Scaling Up: How a Few Companies Make It...and Why the Rest Don't (Rockefeller Habits 2.0) - Verne Harnish
This book was the winner of the International Book Awards for General Business and the winner of the Readers' Favorite International Book Award for Non-Fiction Business
It’s been over a decade since Verne Harnish’s best-selling book Mastering the Rockefeller Habits was first released. Scaling Up (Rockefeller Habits 2.0) is the first major revision of this business classic which details practical tools and techniques for building an industry-dominating business. This book is written so everyone ― from frontline employees to senior executives ― can get aligned in contributing to the growth of a firm. Scaling Up focuses on the four major decision areas every company must get right: People, Strategy, Execution, and Cash. The book includes a series of new one-page tools including the updated One-Page Strategic Plan and the Rockefeller Habits ChecklistTM, which more than 40,000 firms around the globe have used to scale their companies successfully ― many to $10 million, $100 million, and $1 billion and beyond – while enjoying the climb!

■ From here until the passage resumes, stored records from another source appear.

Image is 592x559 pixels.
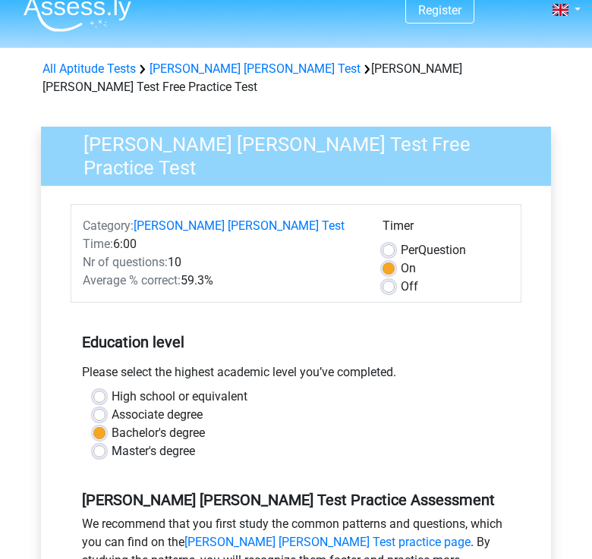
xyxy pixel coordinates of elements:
label: High school or equivalent [111,388,247,406]
label: Question [400,241,466,259]
label: Master's degree [111,442,195,460]
a: [PERSON_NAME] [PERSON_NAME] Test [149,61,360,76]
span: Average % correct: [83,273,180,287]
label: Off [400,278,418,296]
h5: [PERSON_NAME] [PERSON_NAME] Test Practice Assessment [82,491,510,509]
div: 6:00 [71,235,371,253]
div: [PERSON_NAME] [PERSON_NAME] Test Free Practice Test [36,60,555,96]
a: Register [418,3,461,17]
label: Bachelor's degree [111,424,205,442]
label: Associate degree [111,406,202,424]
h3: [PERSON_NAME] [PERSON_NAME] Test Free Practice Test [65,127,539,179]
span: Per [400,243,418,257]
a: All Aptitude Tests [42,61,136,76]
h5: Education level [82,327,510,357]
div: Timer [382,217,509,241]
div: 59.3% [71,271,371,290]
label: On [400,259,416,278]
span: Nr of questions: [83,255,168,269]
span: Category: [83,218,133,233]
a: [PERSON_NAME] [PERSON_NAME] Test practice page [184,535,470,549]
a: [PERSON_NAME] [PERSON_NAME] Test [133,218,344,233]
div: 10 [71,253,371,271]
div: Please select the highest academic level you’ve completed. [71,363,521,388]
span: Time: [83,237,113,251]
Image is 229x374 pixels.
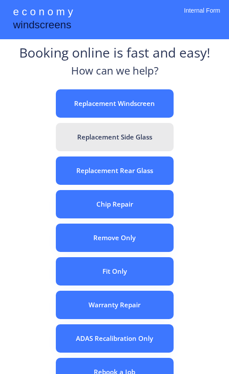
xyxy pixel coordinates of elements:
[56,324,173,352] button: ADAS Recalibration Only
[56,89,173,118] button: Replacement Windscreen
[56,190,173,218] button: Chip Repair
[13,4,73,21] div: e c o n o m y
[56,223,173,252] button: Remove Only
[56,291,173,319] button: Warranty Repair
[184,7,220,26] div: Internal Form
[13,17,71,34] div: windscreens
[56,257,173,285] button: Fit Only
[56,123,173,151] button: Replacement Side Glass
[56,156,173,185] button: Replacement Rear Glass
[71,63,158,83] div: How can we help?
[19,44,210,63] div: Booking online is fast and easy!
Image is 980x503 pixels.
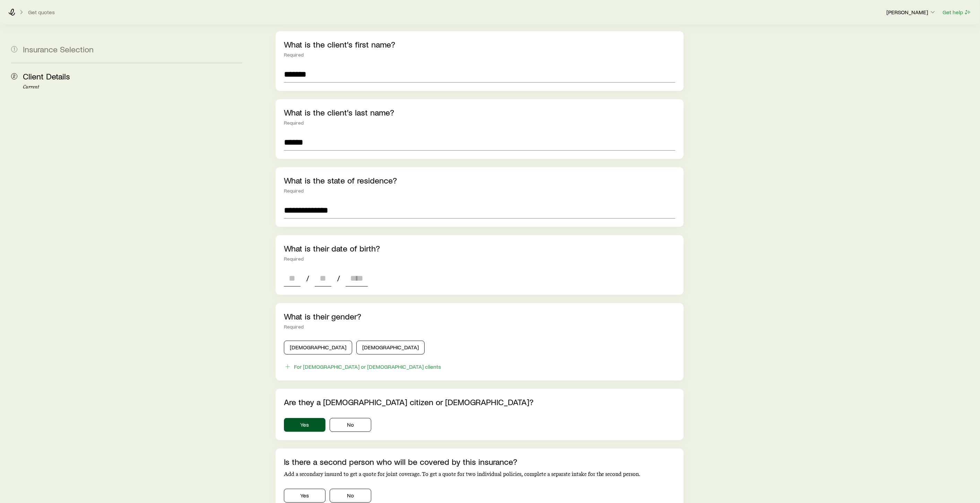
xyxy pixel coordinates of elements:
button: Yes [284,418,325,432]
button: [PERSON_NAME] [886,8,936,17]
p: Is there a second person who will be covered by this insurance? [284,457,676,466]
button: [DEMOGRAPHIC_DATA] [357,341,425,354]
div: Required [284,52,676,57]
div: Required [284,188,676,194]
span: 1 [11,46,18,52]
div: Required [284,120,676,126]
p: Current [23,84,243,90]
p: Are they a [DEMOGRAPHIC_DATA] citizen or [DEMOGRAPHIC_DATA]? [284,397,676,407]
button: For [DEMOGRAPHIC_DATA] or [DEMOGRAPHIC_DATA] clients [284,363,441,371]
p: What is their date of birth? [284,243,676,253]
span: / [334,273,343,283]
button: Yes [284,488,325,502]
div: Required [284,256,676,262]
button: Get help [942,8,972,16]
span: Insurance Selection [23,44,93,54]
button: No [330,418,371,432]
p: Add a secondary insured to get a quote for joint coverage. To get a quote for two individual poli... [284,471,676,478]
p: What is their gender? [284,312,676,322]
button: Get quotes [28,9,55,15]
p: What is the state of residence? [284,175,676,185]
p: What is the client's first name? [284,40,676,49]
button: [DEMOGRAPHIC_DATA] [284,341,352,354]
div: For [DEMOGRAPHIC_DATA] or [DEMOGRAPHIC_DATA] clients [294,363,441,370]
span: 2 [11,73,18,80]
p: [PERSON_NAME] [886,8,936,15]
span: / [303,273,312,283]
p: What is the client's last name? [284,107,676,117]
span: Client Details [23,71,70,81]
div: Required [284,324,676,329]
button: No [330,488,371,502]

3HAG WAY: The Strategic Execution System that ensures your strategy is not a Wild-Ass-Guess! - Shannon Byrne Susko
Every company needs a 3HAG—a 3 Year Highly Achievable Goal! The 3HAG WAY is a prescriptive framework that takes the guessing out of your strategy and ensures that you and your whole team are confident in where you are going. It breaks your strategy down into a clear and simple picture—so clear and simple that the whole team will be able to see where the company is going and where it will end up in three years’ time. This strategic clarity will align, engage, and empower your team to make confident decisions in order to achieve your 3HAG.
You’ll find step-by-step instructions to gut out your first 3HAG while building the confidence required to execute with speed toward your goals. The core purpose of this book is to have a significant impact on CEOs, leaders, and their companies and enable them to confidently realize their goals more quickly than they thought possible. And by achieving these goals they will positively impact their families and their communities.
Whether you run a team of four, forty or 40,000, the tools and framework in this book will help you articulate your company’s strategy in simple terms and create a Strategic Execution System that works. We’re going to take each step of the strategy and break it down for you so that you know exactly how to take these steps and why they’re critical to achieving your goal.